More than 150 garages and lock-ups were also searched but police said no explosives or firearms had yet been found.
“The investigatory results necessitated an immediate intervention,” a spokesperson for the federal prosecutor’s office said, but would not give any further information as the investigation continues.
Belgium remains in a state of high terror alert following the Isis bombings at Brussels Airport and Maelbeek Metro station that killed 32 people in March.
The Prime Minister, Charles Michel, and his foreign, interior and justice ministers were among those put under protection on Friday evening on the advice of the national threat analysis agency.
Sources told local media the overnight arrests were unrelated to the case.
The crackdown came after another suspect was arrested in connection with the Brussels attacks.
A Belgian national named as Youssef EA, 30, is suspected of participation in the activities of a terrorist group, terrorist murders and attempted terrorist murders, and remains in custody.
Earlier on Friday, five other suspected accomplices in the massacres were taken to a safe house used by Isis attackers for a reconstruction.
Police shut off the Avenue des Casernes in Etterbeek for the operation at 2pm local time (1pm BST), which investigators said was the “place of departure” for the bombing at Maelbeek Metro station.
The three militants who attacked the airport – Mohamed Abrini, Ibrahim el-Bakraoui and Najim Laachraoui – travelled to their target in a taxi loaded with suitcase bombs from the Schaerbeek district.

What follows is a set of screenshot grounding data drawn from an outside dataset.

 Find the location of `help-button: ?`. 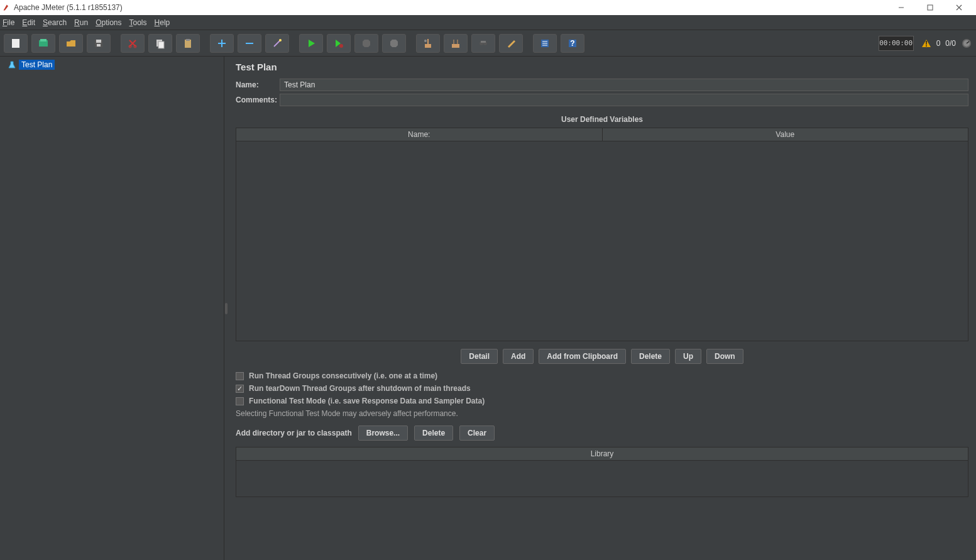

help-button: ? is located at coordinates (573, 43).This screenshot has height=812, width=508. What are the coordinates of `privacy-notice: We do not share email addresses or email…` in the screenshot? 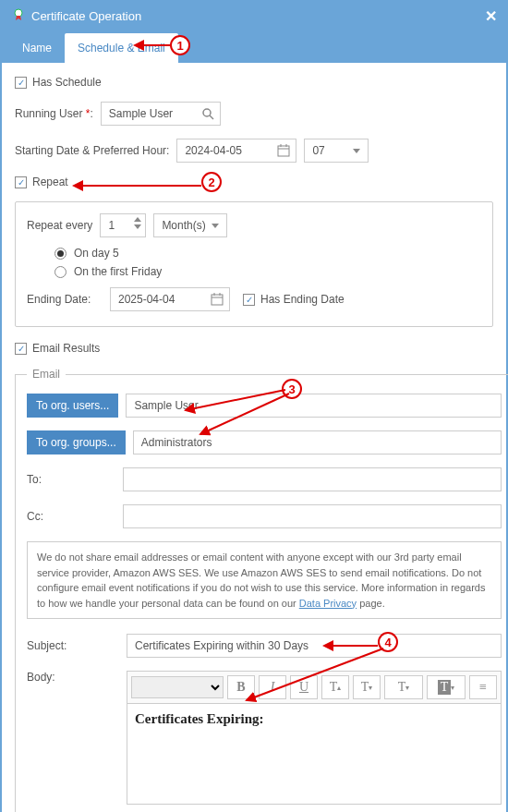 It's located at (264, 580).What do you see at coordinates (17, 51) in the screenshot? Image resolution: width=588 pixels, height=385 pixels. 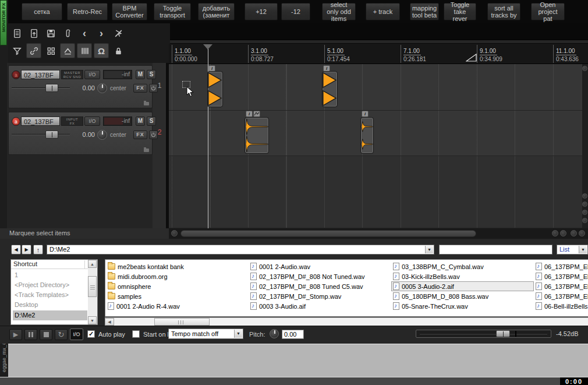 I see `select-tool-icon` at bounding box center [17, 51]. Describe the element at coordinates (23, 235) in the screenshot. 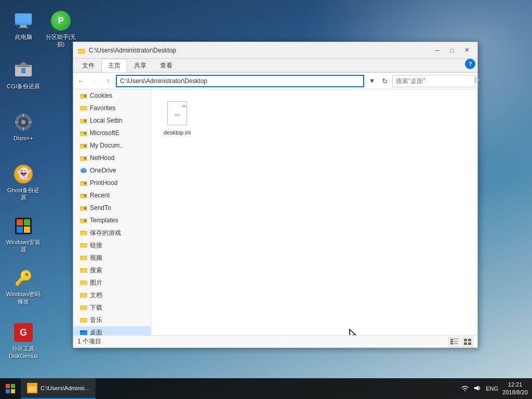

I see `desktop-icon-win-installer: Windows安装器` at that location.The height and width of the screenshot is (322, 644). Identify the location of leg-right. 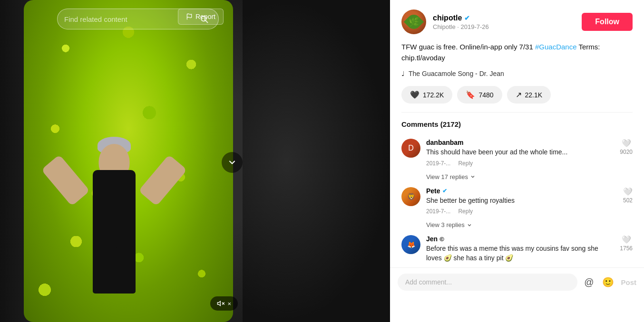
(125, 270).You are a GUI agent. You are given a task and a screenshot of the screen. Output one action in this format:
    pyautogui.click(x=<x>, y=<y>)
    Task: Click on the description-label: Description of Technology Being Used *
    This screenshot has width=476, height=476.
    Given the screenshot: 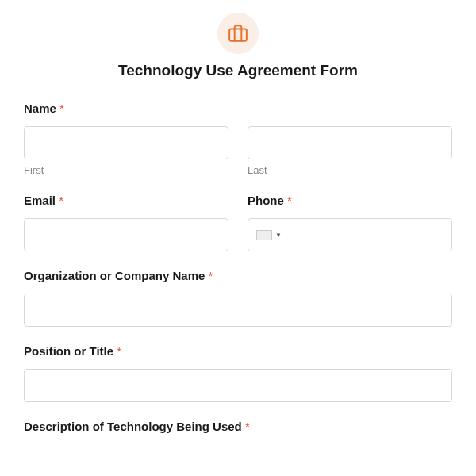 What is the action you would take?
    pyautogui.click(x=238, y=427)
    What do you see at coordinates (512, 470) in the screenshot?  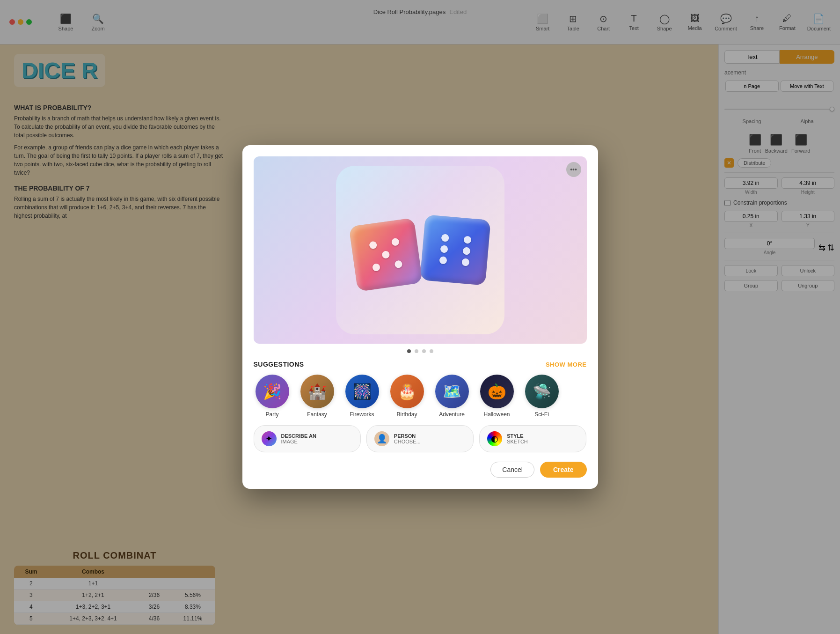 I see `cancel-button: Cancel` at bounding box center [512, 470].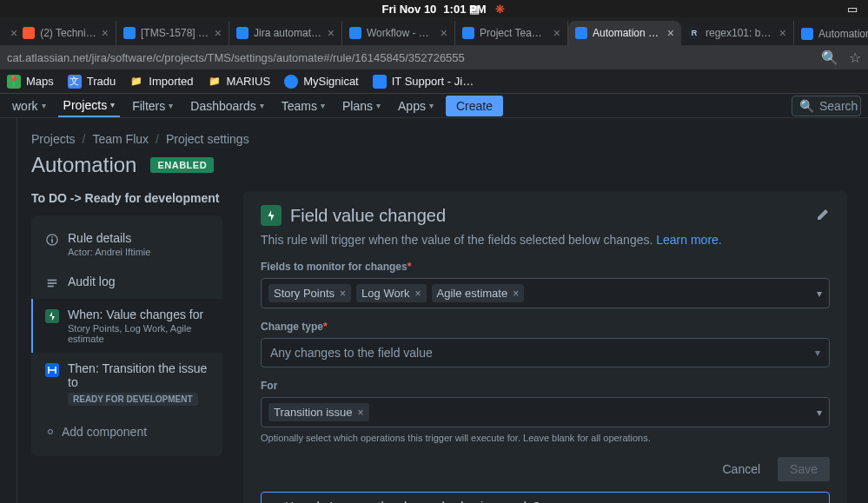  Describe the element at coordinates (208, 139) in the screenshot. I see `breadcrumb-settings: Project settings` at that location.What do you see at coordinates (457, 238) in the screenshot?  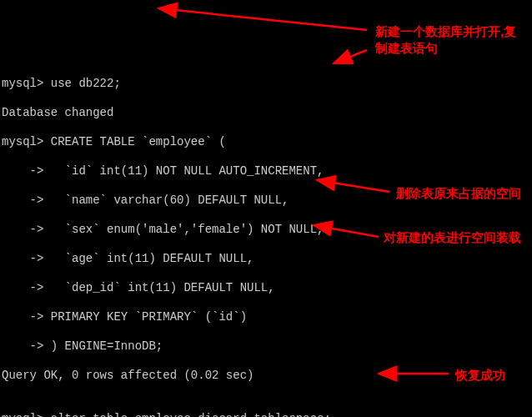 I see `annotation-import-tablespace: 对新建的表进行空间装载` at bounding box center [457, 238].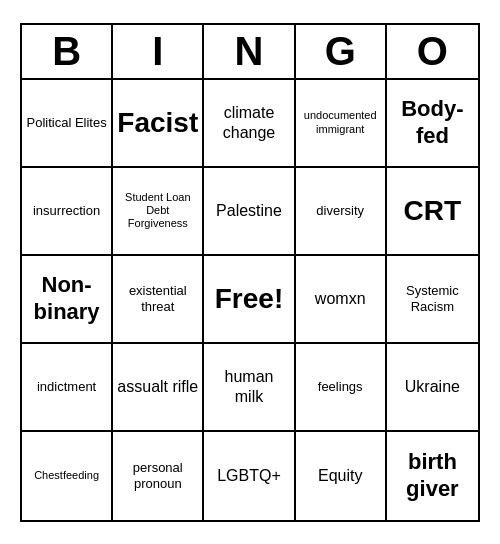 The image size is (500, 544). What do you see at coordinates (158, 476) in the screenshot?
I see `cell-text: personal pronoun` at bounding box center [158, 476].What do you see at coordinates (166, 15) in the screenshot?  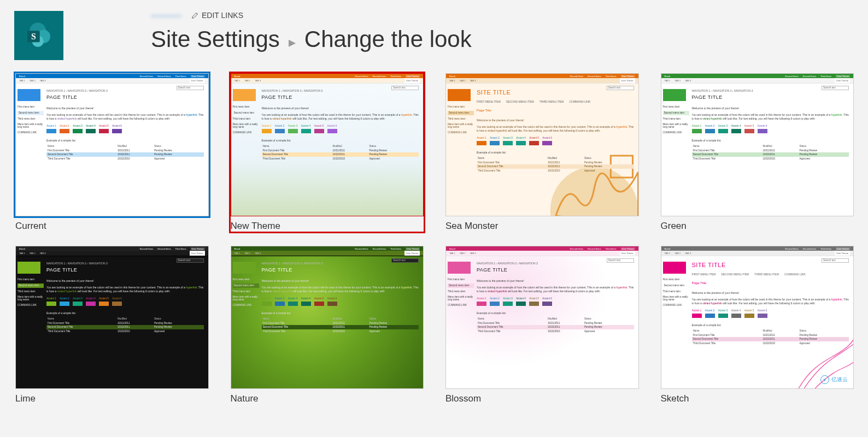 I see `suite-nav-link: ————` at bounding box center [166, 15].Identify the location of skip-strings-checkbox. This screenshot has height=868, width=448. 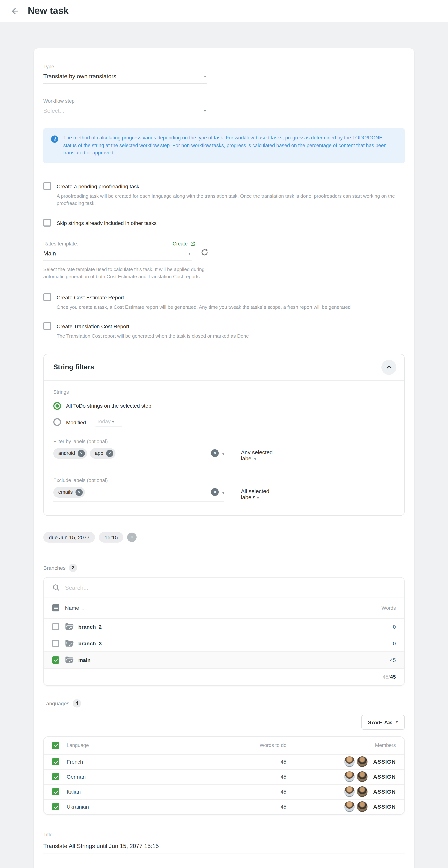
(47, 222).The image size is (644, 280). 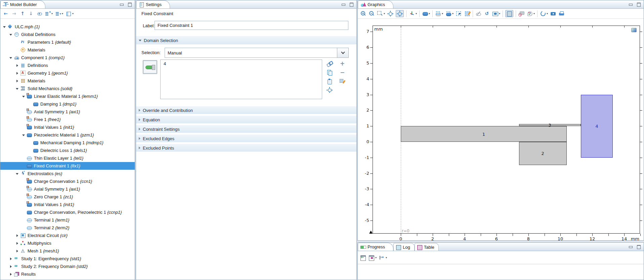 I want to click on collapse-all-button: ▾, so click(x=59, y=13).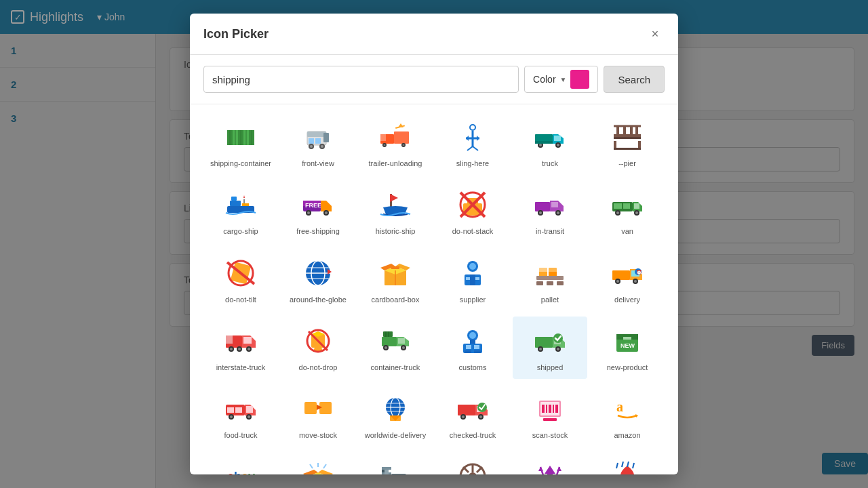 The width and height of the screenshot is (868, 488). What do you see at coordinates (241, 415) in the screenshot?
I see `icon-food-truck: food-truck` at bounding box center [241, 415]. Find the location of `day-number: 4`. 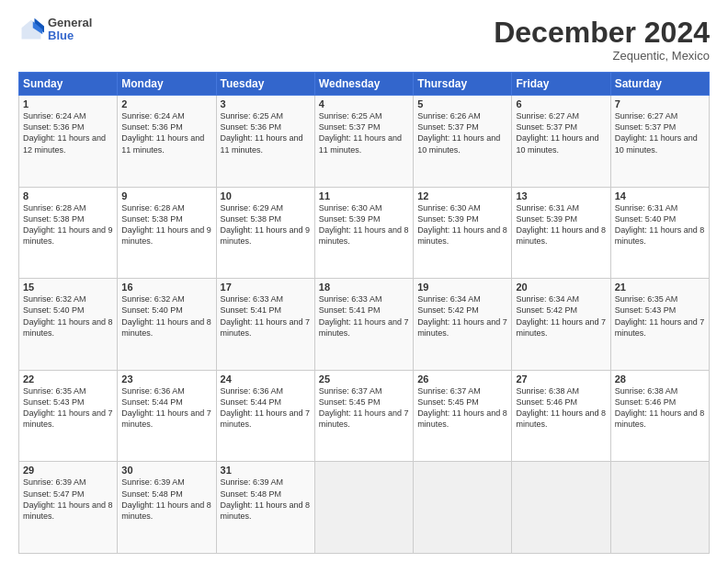

day-number: 4 is located at coordinates (364, 104).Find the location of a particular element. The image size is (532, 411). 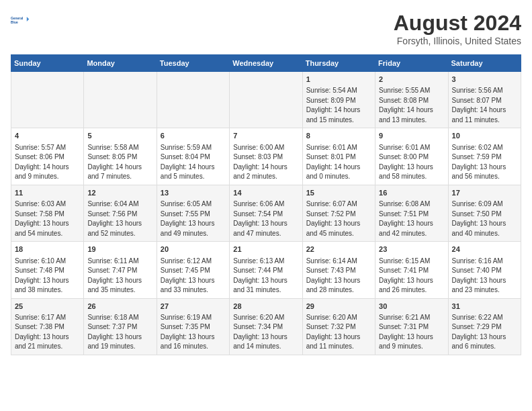

calendar-cell: 12Sunrise: 6:04 AMSunset: 7:56 PMDayligh… is located at coordinates (120, 213).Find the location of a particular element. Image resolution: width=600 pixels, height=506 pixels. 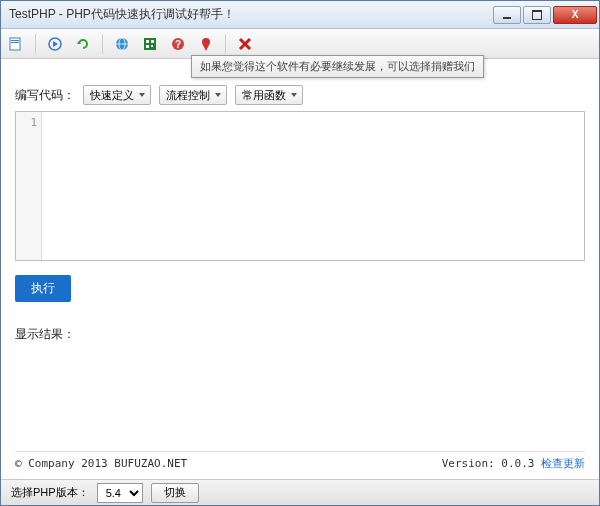

dropdown-quick-define: 快速定义 is located at coordinates (117, 95).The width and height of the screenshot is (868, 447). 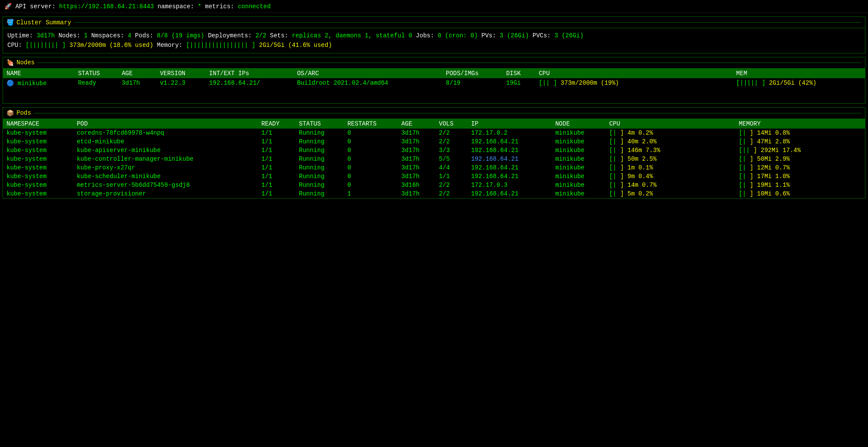 I want to click on cpu-bar-space, so click(x=60, y=45).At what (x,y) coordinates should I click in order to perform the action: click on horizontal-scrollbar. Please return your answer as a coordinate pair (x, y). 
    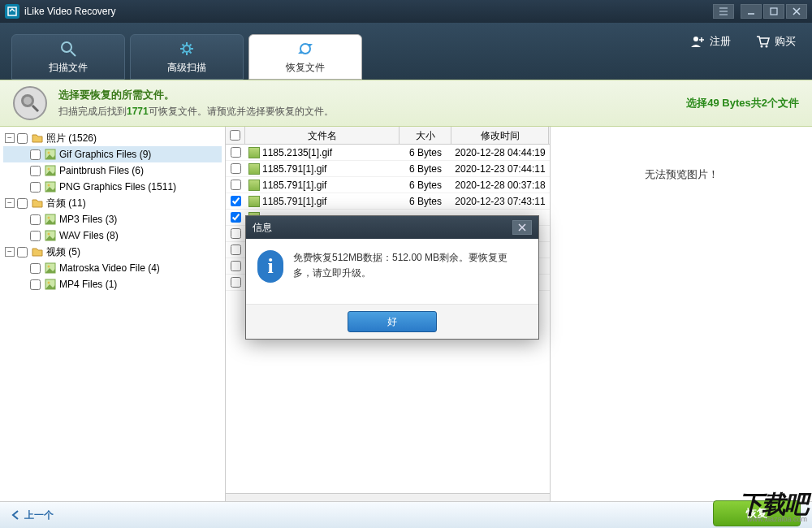
    Looking at the image, I should click on (388, 497).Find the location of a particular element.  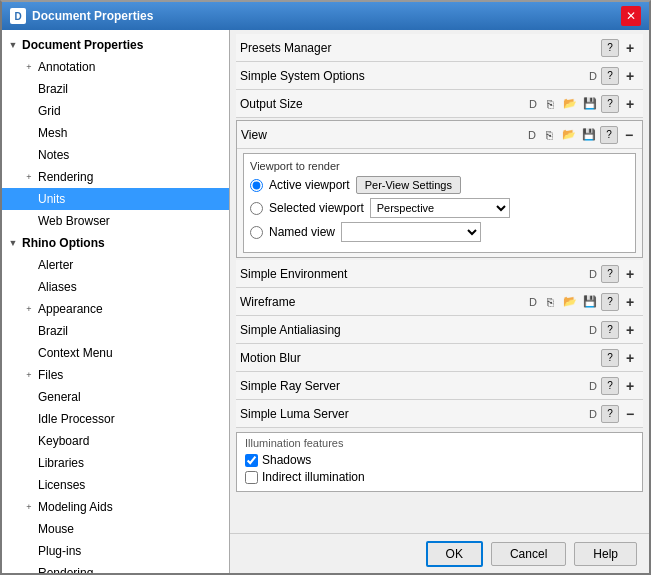

tree-item-web-browser: Web Browser is located at coordinates (116, 221).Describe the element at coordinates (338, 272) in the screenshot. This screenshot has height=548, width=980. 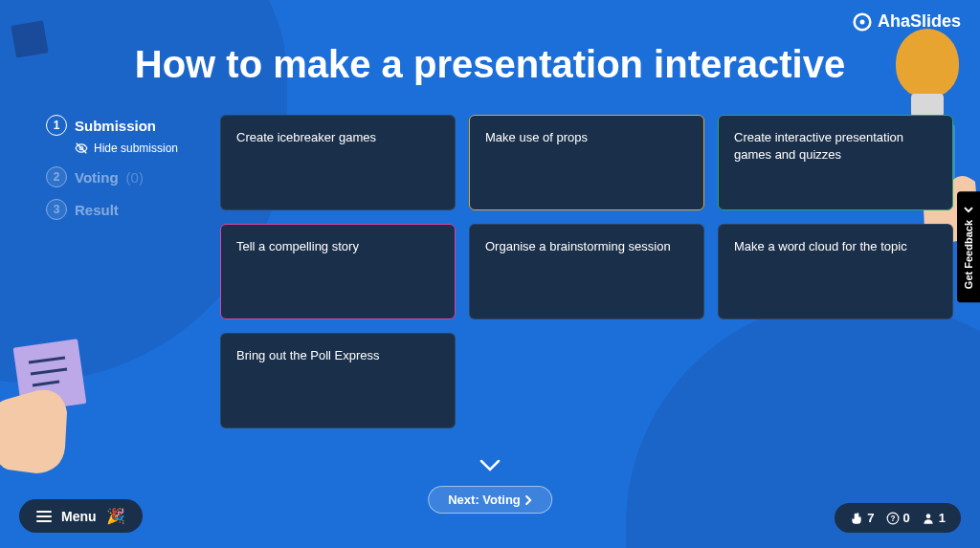
I see `submission-card: Tell a compelling story` at that location. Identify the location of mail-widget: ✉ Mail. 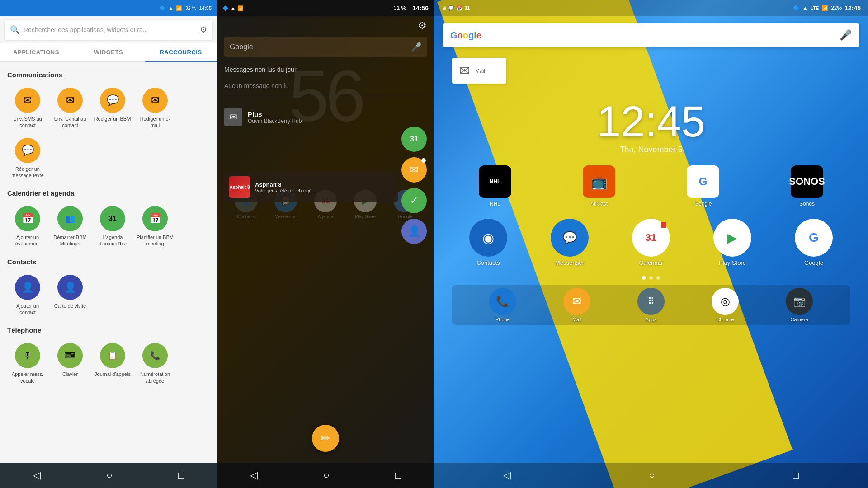
(479, 70).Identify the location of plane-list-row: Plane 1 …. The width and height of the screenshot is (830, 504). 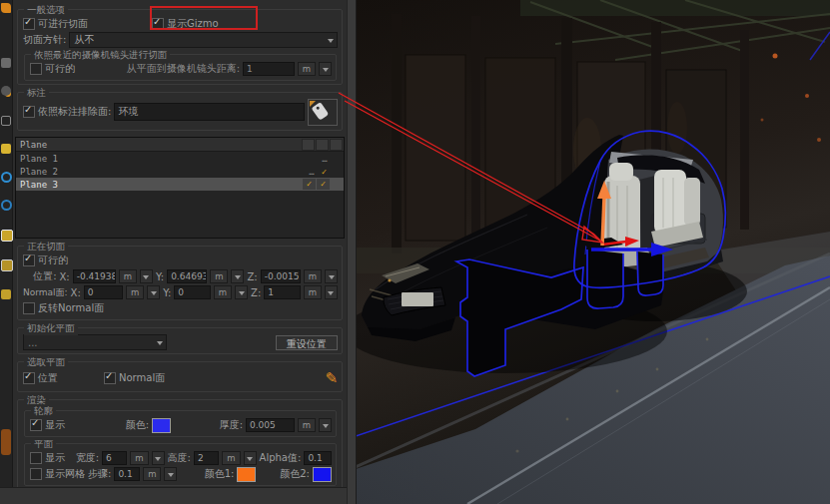
(180, 158). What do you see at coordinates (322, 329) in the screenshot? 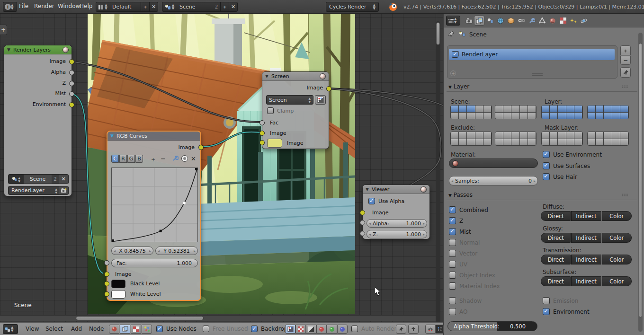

But el-Bakraoui’s brother, Khalid, made his way to the Metro separately and detonated his explosives more than an hour after his accomplices.
He was allegedly accompanied by Osama Krayem, a 23-year-old Swedish man, who is also accused of buying the suitcases used to carry the bombs.
Krayem was present at the reconstruction alongside Smail F and Ibrahim F, Ali EHA, and former Sharia4Belgium member Bilal el-Makhoukhi.
Ali EHA was arrested earlier this month, while the two brothers are accused of renting the Etterbeek flat and attempting to destroy evidence and el-Makhoukhi is known to have fought in Syria.
All have been charged with terror offences related to the Brussels attacks and remain in custody.
Europe is on high alert as the Euro 2016 football tournament continues in neighbouring France, which is still in a state of emergency following November’s Paris attacks.
Investigators have confirmed links between the perpetrators of both atrocities, some of whom were based in Belgium.
Abrini, the “man in the hat” who fled Brussels Airport after his suitcase bomb failed to detonate, is accused of involvement in both plots.
He is currently in Belgian custody but could soon be extradited to France for questioning,
The 31-year-old Belgian, of Moroccan descent, was caught on camera with fellow suspect Salah Abdeslam two days before the Paris attacks and went into hiding until the bombings in the Belgian capital.
They are believed to be the only surviving direct perpetrators of both attacks but several suspects have been detained on accusations of providing logistical support.
Mohamed Bakkali, 29, allegedly rented the Brussels apartment where suicide vests were manufactured, while Abid Aberkan, a relative of Abdeslam, Ali O, 31, Abdoullah C, 30, Lazez Abraimi, 39, and Hervé BM, 31, have also been detained in connection with the plots.
Three other men - Aboubaker O, Yassine A and Mohamed B, remain in custody as part of a separate terror investigation.
Belgian police received an alert on Wednesday warning that a group of Isis fighters recently left Syria heading to Europe planning attacks in Belgium and France.
Reports claimed the militants were travelling without passports via Greece, but it was unclear how they would reach Europe under measures enforced since the EU-Turkey deal, which are seeing all asylum seekers arriving on Greek islands detained.